You could call Madison Repertory Theatre's new production of Bus Stop a revival of a revival. The Rep first staged this show, which was written in the mid-1950s, in 1980. Now, nearly thirty years later, the Rep is giving Bus Stop another ride. Of course, the question any revival begs is this: Is this play worth revisiting? Does it have lasting value?
Some consider Bus Stop an American classic, yet it's both timeless and a little dated. Set in a Kansas diner during a blizzard in 1955, William Inge's play takes place during the time in which he wrote it. For contemporary theatergoers, however, something set in a '50s diner almost inevitably has a retro tinge to it, right down to the vintage product signs on the walls in Joe Varga's attractive and detailed set. Bus Stop is no longer a play set in the present, but in a clearly defined past.
The plot is simple: a bus headed west out of Kansas City, Missouri, has to make a longer-than-planned stopover at a small-town diner. An early March snowstorm has closed the highways, phones are down, and travel to Topeka will have to wait. Presiding over the diner are Grace, the owner, and Elma, her teenage waitress. The other local is Sheriff Will Masters, a gruff but steady guy.
The stranded bus riders shake up an otherwise deserted night at the diner. There's Cherie, a nightclub floozy with big dreams; Bo, an unsteady young buck of a cowboy and his fatherly friend, Virgil; bus driver Carl; and Dr. Lyman, a troubled college professor.
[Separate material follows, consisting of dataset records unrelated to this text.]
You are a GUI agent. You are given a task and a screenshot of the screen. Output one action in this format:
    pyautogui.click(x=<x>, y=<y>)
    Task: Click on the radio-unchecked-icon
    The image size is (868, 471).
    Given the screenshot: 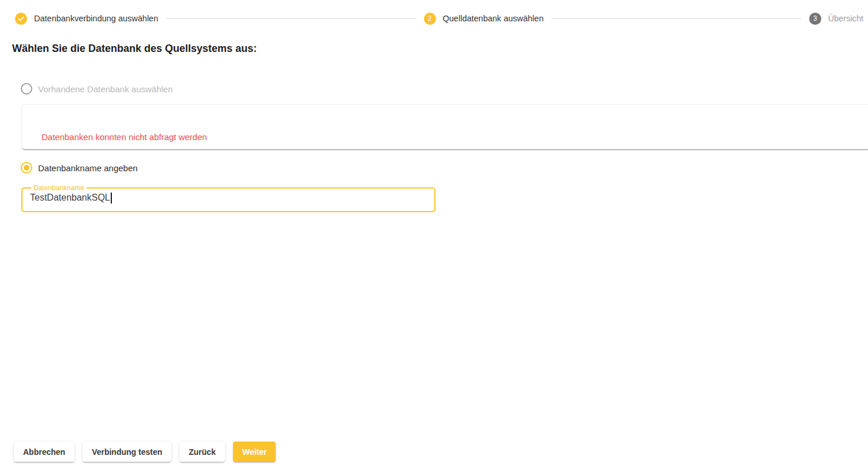 What is the action you would take?
    pyautogui.click(x=27, y=89)
    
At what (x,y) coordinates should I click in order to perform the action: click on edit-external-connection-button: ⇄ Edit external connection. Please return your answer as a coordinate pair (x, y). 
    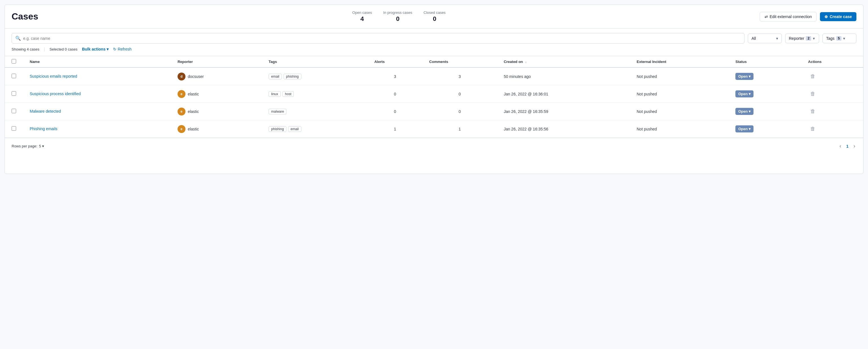
    Looking at the image, I should click on (788, 17).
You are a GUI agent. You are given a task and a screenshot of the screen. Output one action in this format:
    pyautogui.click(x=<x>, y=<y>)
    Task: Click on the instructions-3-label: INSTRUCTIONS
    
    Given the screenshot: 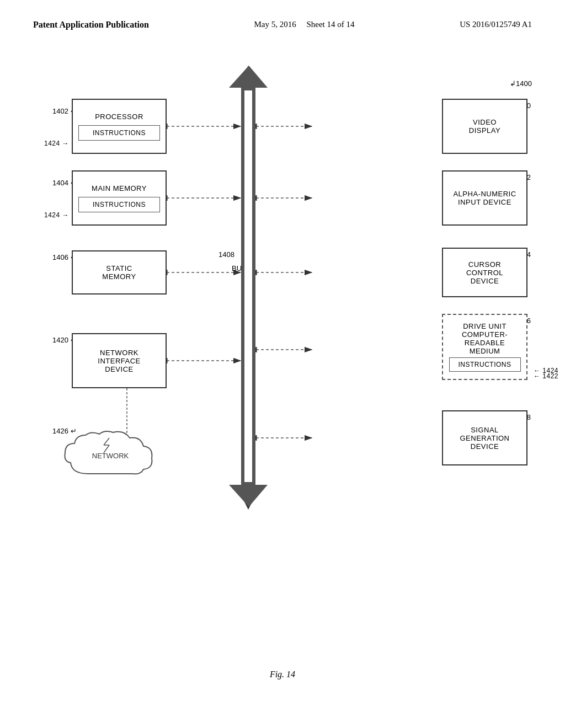 What is the action you would take?
    pyautogui.click(x=485, y=365)
    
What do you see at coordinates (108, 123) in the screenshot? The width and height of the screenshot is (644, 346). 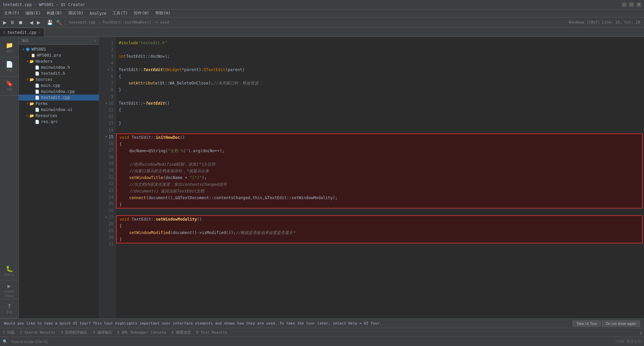 I see `gutter-13: 13` at bounding box center [108, 123].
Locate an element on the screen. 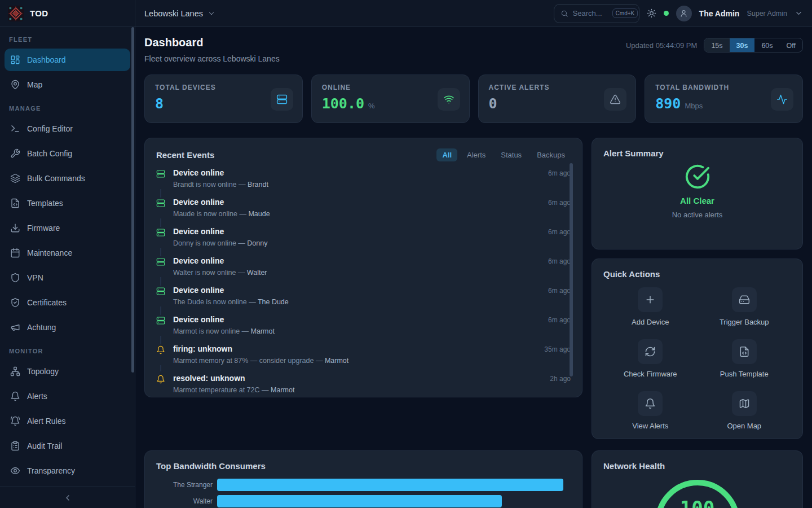  org-switcher: Lebowski Lanes is located at coordinates (180, 14).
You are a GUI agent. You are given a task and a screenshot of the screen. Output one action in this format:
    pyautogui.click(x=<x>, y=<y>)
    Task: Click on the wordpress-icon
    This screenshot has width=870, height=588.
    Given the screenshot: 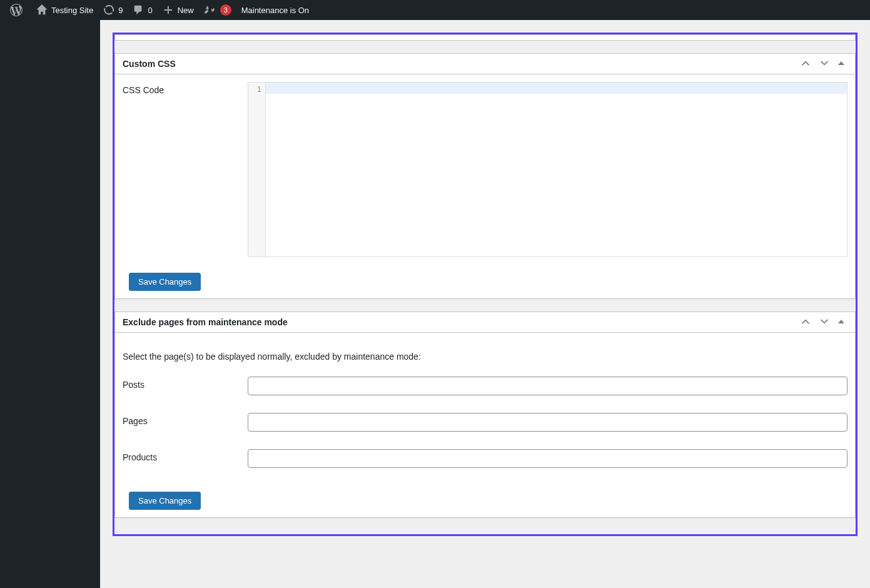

"I am a drunken, unruly child," slurs Dr. Lyman, who's been spiking his lemon sodas with hard liquor from his jacket pocket. He's right. Despite his impressive education -- Chicago, Oxford, Harvard -- Lyman has made an utter mess of his life. He can't hold down a job, has three failed marriages in his wake and also takes an unhealthy interest in teen girls. As played by L. Joe Dahl, Lyman is entertaining to watch as he vacillates between lofty literary talk and general falling-apart.
Young cowboy Bo (Colin Woolston) is the other unstable force in the diner; he blows in with bravado, yet we learn that his arrogance masks insecurity and a lack of knowledge about relating to others.
The danger of Inge's script is that at times the characters are reduced to types: the nave young waitress, the stern sheriff, the trampy but sweet nightclub singer, and so forth. Yet, as these characters form relationships and reveal themselves over the course of a snowy evening, we learn what their surfaces are masking.
Director Trevin Gay has the challenge of keeping things dynamic while the characters are confined to the same limited space; occasionally, the staging is a bit too static. Yet there are some fine performances: D.J. Howard is nicely understated as wise cowboy Virgil, and West High junior Sarah Maslin holds her own among more experienced cast mates as the young waitress Elma.
I imagine that some of the revelations in Bus Stop would have seemed a little more frank or shocking in 1955, but they don't now. Instead, what Bus Stop offers is an ever-shifting character study of eight lives. Whether that's enough, audiences will have to decide.